Firstly, lay a foundation for your TFSA. Create a core holding. Start with a low-cost Exchange Traded Fund (ETF) as your set-it-and-forget-it workhorse. These broad-based funds offer instant diversification while capturing broad market growth. Ideal for long-term TFSA wealth building could be the iShares S&P/TSX 60 Index ETF (TSX:XIU), which provides instant access to 60 of Canada’s largest companies with established moats, lower business risks, well-established markets, and proven capacity to generate free cash flow (the lifeblood of any business venture). With more than $17 billion in assets under management, the ETF provides instant diversification across all Canadian economic sectors for a low management fee. Given a management expense ratio (MER) of 0.18%, investors may incur about $1.80 in expenses for every $1,000 invested. The ETF’s dividend yield of 2.7% could more than cover annual expenses.

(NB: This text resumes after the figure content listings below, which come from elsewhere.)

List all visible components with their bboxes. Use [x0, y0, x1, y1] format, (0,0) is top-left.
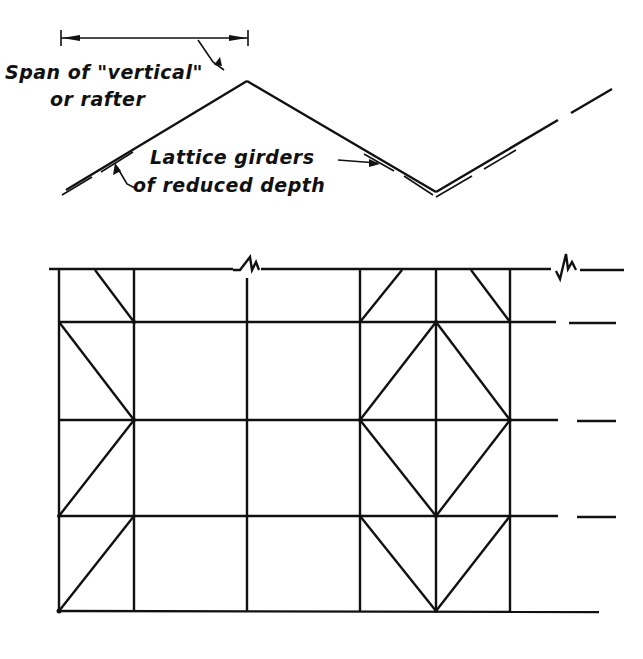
roof-lattice-diagram: Span of "vertical" or rafter Lattice gir…: [0, 0, 643, 659]
lattice-grid: [49, 254, 624, 614]
break-symbol-icon: [233, 257, 259, 270]
lattice-label-line2: of reduced depth: [133, 174, 325, 196]
break-symbol-icon: [556, 254, 576, 279]
span-label-line2: or rafter: [50, 88, 146, 110]
lattice-label-line1: Lattice girders: [150, 146, 315, 168]
leader-arrow-icon: [214, 57, 222, 66]
arrow-right-icon: [229, 35, 247, 41]
arrow-left-icon: [62, 35, 80, 41]
span-label-line1: Span of "vertical": [5, 61, 203, 83]
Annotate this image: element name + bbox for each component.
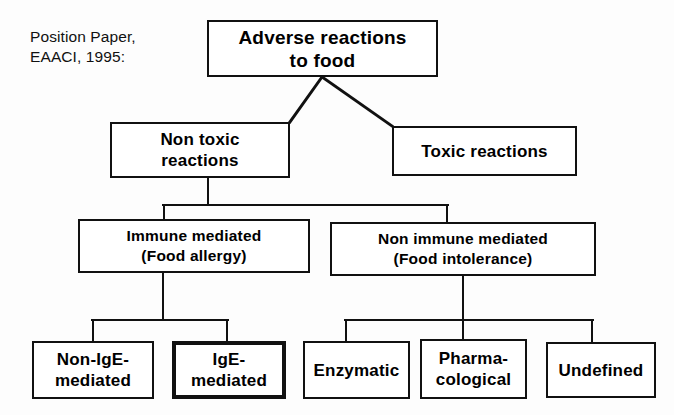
node-label: Adverse reactions to food <box>234 26 410 72</box>
node-toxic-reactions[interactable]: Toxic reactions <box>392 126 577 176</box>
node-label: Immune mediated (Food allergy) <box>123 226 266 266</box>
connector-root-to-nontoxic <box>290 77 322 122</box>
node-label: Non immune mediated (Food intolerance) <box>374 229 552 269</box>
node-non-ige-mediated[interactable]: Non-IgE- mediated <box>32 341 154 399</box>
node-enzymatic[interactable]: Enzymatic <box>303 341 410 399</box>
node-label: Non toxic reactions <box>156 129 243 171</box>
node-label: Non-IgE- mediated <box>51 349 135 391</box>
node-non-immune-mediated-food-intolerance[interactable]: Non immune mediated (Food intolerance) <box>330 222 596 276</box>
node-ige-mediated[interactable]: IgE- mediated <box>172 341 286 399</box>
node-label: IgE- mediated <box>187 349 271 391</box>
node-label: Undefined <box>555 360 648 381</box>
node-immune-mediated-food-allergy[interactable]: Immune mediated (Food allergy) <box>78 219 310 273</box>
node-label: Enzymatic <box>310 360 404 381</box>
node-adverse-reactions-to-food[interactable]: Adverse reactions to food <box>207 20 438 77</box>
node-label: Pharma- cological <box>432 348 516 390</box>
connector-root-to-toxic <box>322 77 392 126</box>
node-label: Toxic reactions <box>417 141 551 162</box>
node-undefined[interactable]: Undefined <box>546 342 656 398</box>
source-caption: Position Paper, EAACI, 1995: <box>30 27 136 67</box>
node-non-toxic-reactions[interactable]: Non toxic reactions <box>110 122 290 178</box>
diagram-canvas: Position Paper, EAACI, 1995: Adverse rea… <box>0 0 674 415</box>
node-pharmacological[interactable]: Pharma- cological <box>420 339 527 399</box>
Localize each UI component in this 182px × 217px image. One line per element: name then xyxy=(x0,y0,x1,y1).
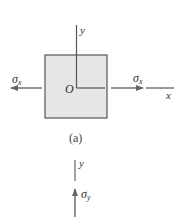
origin-label: O xyxy=(65,82,74,96)
y-axis-label: y xyxy=(79,24,85,36)
y-stress-label: σy xyxy=(81,187,91,202)
figure-b: y σy xyxy=(75,157,91,217)
right-stress-label: σx xyxy=(133,71,143,86)
figure-a: y O x σx σx (a) xyxy=(11,24,174,145)
left-stress-label: σx xyxy=(12,72,22,87)
x-axis-label: x xyxy=(165,89,171,101)
y-axis-label-b: y xyxy=(78,157,84,169)
figure-caption: (a) xyxy=(69,131,82,145)
stress-diagram: y O x σx σx (a) y σy xyxy=(0,0,182,217)
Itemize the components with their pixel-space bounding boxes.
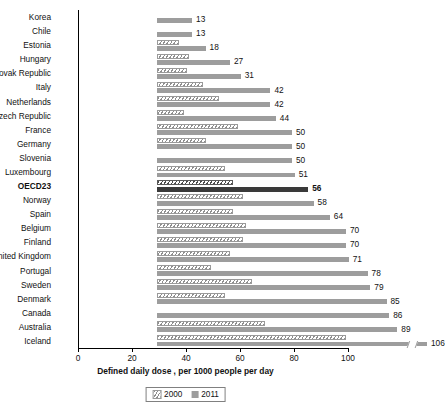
- value-label: 18: [210, 42, 219, 52]
- bar-2011: [157, 327, 397, 332]
- value-label: 70: [350, 225, 359, 235]
- bar-group: 71: [157, 249, 348, 263]
- chart-row: Belgium70: [78, 221, 348, 235]
- x-tick: [186, 348, 187, 352]
- category-label-oecd23: OECD23: [18, 179, 51, 193]
- value-label: 89: [401, 324, 410, 334]
- bar-2011: [157, 285, 370, 290]
- chart-row: Netherlands42: [78, 95, 348, 109]
- value-label: 58: [318, 197, 327, 207]
- value-label: 51: [299, 169, 308, 179]
- value-label: 50: [296, 141, 305, 151]
- category-label-netherlands: Netherlands: [6, 95, 51, 109]
- bar-group: 13: [157, 10, 348, 24]
- bar-group: 70: [157, 235, 348, 249]
- value-label: 64: [334, 211, 343, 221]
- value-label: 56: [312, 183, 321, 193]
- bar-2000: [157, 110, 184, 115]
- bar-2000: [157, 96, 219, 101]
- bar-2000: [157, 223, 246, 228]
- bar-group: 85: [157, 292, 348, 306]
- bar-group: 106: [157, 334, 348, 348]
- category-label-australia: Australia: [19, 320, 51, 334]
- category-label-czech-republic: Czech Republic: [0, 109, 51, 123]
- bar-2011: [157, 116, 276, 121]
- category-label-iceland: Iceland: [24, 334, 51, 348]
- bar-group: 50: [157, 123, 348, 137]
- category-label-hungary: Hungary: [20, 52, 51, 66]
- legend-item-2011: 2011: [191, 390, 219, 399]
- x-tick-label: 0: [76, 353, 81, 363]
- x-axis-ticks: 020406080100: [0, 348, 371, 368]
- plot-area: Korea13Chile13Estonia18Hungary27Slovak R…: [78, 10, 348, 348]
- bar-group: 31: [157, 66, 348, 80]
- bar-2011: [157, 144, 292, 149]
- value-label: 79: [374, 282, 383, 292]
- chart-row: Canada86: [78, 306, 348, 320]
- value-label: 13: [196, 28, 205, 38]
- category-label-portugal: Portugal: [20, 264, 51, 278]
- bar-2011: [157, 229, 346, 234]
- chart-row: Norway58: [78, 193, 348, 207]
- category-label-denmark: Denmark: [17, 292, 51, 306]
- x-tick-label: 100: [341, 353, 355, 363]
- category-label-slovenia: Slovenia: [19, 151, 51, 165]
- category-label-slovak-republic: Slovak Republic: [0, 66, 51, 80]
- bar-2011: [157, 215, 330, 220]
- chart-row: Chile13: [78, 24, 348, 38]
- bar-2000: [157, 237, 243, 242]
- bar-group: 44: [157, 109, 348, 123]
- bar-group: 86: [157, 306, 348, 320]
- chart-row: Hungary27: [78, 52, 348, 66]
- bar-2011: [157, 271, 368, 276]
- category-label-belgium: Belgium: [21, 221, 51, 235]
- bar-2000: [157, 138, 206, 143]
- legend-label-2000: 2000: [164, 390, 182, 399]
- chart-row: Italy42: [78, 80, 348, 94]
- solid-swatch: [191, 391, 198, 398]
- category-label-finland: Finland: [24, 235, 51, 249]
- bar-2011: [157, 60, 230, 65]
- legend-label-2011: 2011: [201, 390, 219, 399]
- chart-row: Iceland106: [78, 334, 348, 348]
- bar-2000: [157, 54, 189, 59]
- category-label-germany: Germany: [17, 137, 51, 151]
- bar-group: 27: [157, 52, 348, 66]
- category-label-norway: Norway: [23, 193, 51, 207]
- bar-group: 58: [157, 193, 348, 207]
- chart-row: Spain64: [78, 207, 348, 221]
- bar-group: 50: [157, 137, 348, 151]
- chart-row: Denmark85: [78, 292, 348, 306]
- x-tick-label: 60: [235, 353, 244, 363]
- x-tick: [240, 348, 241, 352]
- chart-row: Australia89: [78, 320, 348, 334]
- chart-legend: 2000 2011: [145, 387, 226, 402]
- bar-group: 50: [157, 151, 348, 165]
- category-label-chile: Chile: [32, 24, 51, 38]
- value-label: 70: [350, 239, 359, 249]
- bar-2011: [157, 130, 292, 135]
- chart-row: Czech Republic44: [78, 109, 348, 123]
- value-label: 13: [196, 14, 205, 24]
- chart-row: Sweden79: [78, 278, 348, 292]
- legend-item-2000: 2000: [152, 390, 182, 399]
- bar-2011: [157, 18, 192, 23]
- x-tick: [294, 348, 295, 352]
- category-label-canada: Canada: [22, 306, 51, 320]
- chart-row: Korea13: [78, 10, 348, 24]
- bar-2000: [157, 124, 238, 129]
- category-label-italy: Italy: [36, 80, 51, 94]
- chart-row: Portugal78: [78, 264, 348, 278]
- bar-2000: [157, 265, 211, 270]
- bar-group: 79: [157, 278, 348, 292]
- bar-group: 89: [157, 320, 348, 334]
- category-label-united-kingdom: United Kingdom: [0, 249, 51, 263]
- bar-group: 42: [157, 95, 348, 109]
- chart-row: United Kingdom71: [78, 249, 348, 263]
- bar-2011: [157, 299, 387, 304]
- x-tick-label: 40: [181, 353, 190, 363]
- bar-2011: [157, 88, 270, 93]
- bar-2011: [157, 187, 308, 192]
- value-label: 50: [296, 127, 305, 137]
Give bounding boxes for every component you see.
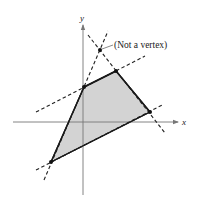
vertex-a — [49, 160, 53, 164]
y-axis-label: y — [79, 13, 84, 23]
x-axis-label: x — [181, 117, 186, 127]
vertex-b — [82, 85, 86, 89]
annotation-label: (Not a vertex) — [114, 40, 167, 51]
annotation-leader — [102, 45, 113, 49]
feasible-region — [51, 71, 150, 162]
non-vertex-point — [98, 48, 102, 52]
feasible-region-diagram: (Not a vertex) y x — [0, 0, 201, 206]
vertex-c — [114, 69, 118, 73]
vertex-d — [148, 110, 152, 114]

The XIU ETF could be a core holding for steady long-term growth in a TFSA. Allocate about $4,000 into this core holding.

Alternative ETFs to buy could include the Vanguard S&P 500 Index ETF, which could offer exposure to the U.S. market, another engine for growth.

Secondly, add growth accelerators to your TFSA. Here’s where your stock-picking prowess comes in. Allocate about $2,000 to your high-conviction stocks with serious long-term growth potential. Think innovation leaders and resilient giants like Canada’s e-commerce crown jewel, Shopify (TSX:SHOP). The TSX tech giant has entered a strong earnings growth phase that could take its stock to new all-time highs. The $190 billion Canadian technology stock is far from done; it’s leveraging artificial intelligence (AI) while focused on a global expansion strategy. And there could be many more growth stocks like it. Joining investment forums and professionally managed stock picking services could unlock a number of them.

And lastly, your wild card.

Pick your investment wild card for $1,000

Portfolio flexibility is power. The remaining $1,000 could be deployed according to your risk tolerance.

If you feel you can stomach high volatility and you have ample time to patiently wait for your high-risk bets to gain momentum and shoot to the moon, the TFSA could be the best place for speculative bets with wild growth prospects. Why? If your high-risk bets produce 300%, 1,000% or even 5,000% or more gains on capital, the wealth is all yours to keep and enjoy. The Canada Revenue Agency (CRA) won’t deserve a cut.

For more conservative investors who may desire a good layer of stability and reliable passive income, high-yield dividend ETFs, or Canadian real estate investment trusts (REITs) could be a good place to park your $1,000 TFSA balance. REITs would do well in a TFSA because they usually pay monthly distributions that may be taxed as ordinary income (unless stashed in a TFSA).

You could choose to hold onto the $1,000 as cash within the TFSA, ready to pounce on future market dips.

Why this investment approach works in your TFSA

This strategy supercharges the TFSA’s core superpower for 100% tax-free compounding. Your ETFs’ distributions (dividends, interest, capital gains) will grow untouched by the CRA. Growth stocks (like SHOP or Nvidia) add massive potential for long-term gains. Most noteworthy, wild card stocks uncovered through your extensive research or from investment forum memberships may generate incredible wealth gains that attract zero tax on capital gains.

Remember, investment gains within your TFSA don’t reduce your future contribution room. Do not let TFSA capital sit idle till year-end; take advantage of the time and let the final six months of 2025 work for you.

Happy investing, Fools.

Fool contributor Brian Paradza has no position in any of the stocks mentioned. The Motley Fool has positions in and recommends Shopify. The Motley Fool recommends Nvidia. The Motley Fool has a disclosure policy.